On Mon, Sep 10, 2018 at 11:44:54AM -0400, Jeff King wrote:
> On Mon, Sep 10, 2018 at 04:07:14PM +0200, SZEDER Gábor wrote:
> 
> > The test 'add -p does not expand argument lists' in
> > 't3701-add-interactive.sh', added in 7288e12cce (add--interactive: do
> > not expand pathspecs with ls-files, 2017-03-14), checks the GIT_TRACE
> > of 'git add -p' to ensure that the name of a tracked file wasn't
> > passed around as argument to any of the commands executed as a result
> > of undesired pathspec expansion.  This check is done with 'grep' using
> > the filename on its own as the pattern, which is too loose a pattern,
> > and would match any occurrences of the filename in the trace output,
> > not just those as command arguments.  E.g. if a developer were to
> > litter the index handling code with trace_printf()s printing, among
> > other things, the name of the just processed cache entry, then that
> > pattern would mistakenly match these as well, and would fail the test.
> 
> Is this a real thing we're running into?

Well, we, in general, don't, but that example mentioned in the commit
message does contain autobiographical elements :)

> I'd have thought that anybody
> adding index-specific tracing would do it as GIT_TRACE_INDEX.

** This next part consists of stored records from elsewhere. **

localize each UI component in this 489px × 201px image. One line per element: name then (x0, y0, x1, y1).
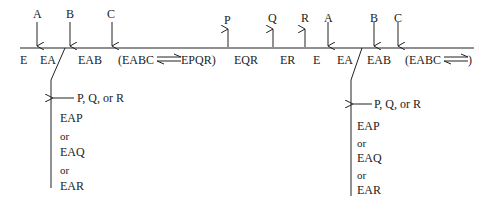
species-EAB2: EAB (367, 54, 391, 66)
branch-right-EAP: EAP (357, 120, 380, 132)
label-C: C (107, 8, 115, 20)
branch-left-EAQ: EAQ (60, 146, 85, 158)
label-B2: B (370, 12, 378, 24)
branch-right-or1: or (357, 137, 366, 149)
species-close-paren: ) (468, 54, 472, 66)
label-R: R (301, 12, 309, 24)
branch-right-EAR: EAR (357, 184, 381, 196)
species-EAB: EAB (78, 54, 102, 66)
label-B: B (66, 8, 74, 20)
label-C2: C (394, 12, 402, 24)
species-EABC: (EABC (118, 54, 154, 66)
branch-left-EAP: EAP (60, 112, 83, 124)
branch-left-or1: or (60, 130, 69, 142)
equilibrium-arrow-left (157, 54, 181, 64)
species-EPQR: EPQR) (181, 54, 216, 66)
species-EA: EA (40, 54, 56, 66)
label-P: P (224, 14, 231, 26)
equilibrium-arrow-right (444, 54, 468, 64)
species-EQR: EQR (234, 54, 258, 66)
label-A2: A (324, 12, 333, 24)
species-ER: ER (280, 54, 295, 66)
branch-right-EAQ: EAQ (357, 152, 382, 164)
branch-left-or2: or (60, 164, 69, 176)
label-Q: Q (268, 12, 277, 24)
species-E2: E (313, 54, 320, 66)
branch-left-EAR: EAR (60, 180, 84, 192)
label-A: A (33, 8, 42, 20)
species-EA2: EA (337, 54, 353, 66)
branch-right-arrow-label: P, Q, or R (374, 98, 421, 110)
branch-left-arrow-label: P, Q, or R (77, 92, 124, 104)
branch-right-or2: or (357, 169, 366, 181)
species-E: E (20, 54, 27, 66)
species-EABC2: (EABC (405, 54, 441, 66)
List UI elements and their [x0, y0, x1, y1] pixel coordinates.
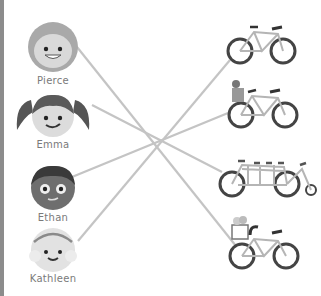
- boy-dark-skin-avatar-icon: [28, 163, 78, 211]
- tandem-bicycle-icon[interactable]: [218, 155, 318, 199]
- person-pierce[interactable]: Pierce: [18, 20, 88, 86]
- bicycle-basket-icon[interactable]: [228, 213, 300, 271]
- person-name: Ethan: [18, 212, 88, 223]
- line-kathleen-regular-bike: [78, 60, 230, 241]
- boy-curly-hair-avatar-icon: [26, 20, 80, 74]
- person-emma[interactable]: Emma: [18, 90, 88, 150]
- person-name: Emma: [18, 139, 88, 150]
- line-ethan-child-seat-bike: [72, 113, 228, 177]
- person-kathleen[interactable]: Kathleen: [18, 226, 88, 284]
- girl-headband-avatar-icon: [26, 226, 80, 272]
- person-name: Kathleen: [18, 273, 88, 284]
- person-name: Pierce: [18, 75, 88, 86]
- person-ethan[interactable]: Ethan: [18, 163, 88, 223]
- bicycle-child-seat-icon[interactable]: [226, 78, 300, 130]
- bicycle-icon[interactable]: [226, 20, 298, 66]
- girl-pigtails-avatar-icon: [13, 90, 93, 138]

Depends on the purpose, I guess.  For tracing that is aimed to become
part of in git, definitely.  However, for my own ad-hoc tracing used
to try to make sense of some split-index corner cases, trace_printf()
is perfect.

> It's
> unfortunate that "trace commands and processes" is just GIT_TRACE, and not
> GIT_TRACE_RUN or similar. But that's mostly historical. I wouldn't
> expect people to add other subsystems to it.
> 
> Not that I'm totally opposed to your patch, but it's a little sad that
> we have to match the specific text used in GIT_TRACE now (and if they
> ever changed we won't even notice, but rather the test will just become
> a silent noop).
> 
> I think it would be nice if we could move towards something like:
> 
>   - move current GIT_TRACE messages to use GIT_TRACE_COMMAND or similar
> 
>   - abolish trace_printf() without a specific subsystem key

Nah, please leave trace_printf() alone.

>   - do one of:
> 
>     - keep GIT_TRACE as a historical synonym for GIT_TRACE_COMMAND; that
>       keeps things working as they are now
> 
>     - have GIT_TRACE enable _all_ tracing; that's a change in behavior,
>       but arguably a more useful thing to have going forward (e.g., when
>       you're not sure which traces are even available)
> 
> And then a test like this would just use GIT_TRACE_COMMAND.

Except for removing keyless trace_printf(), I agree.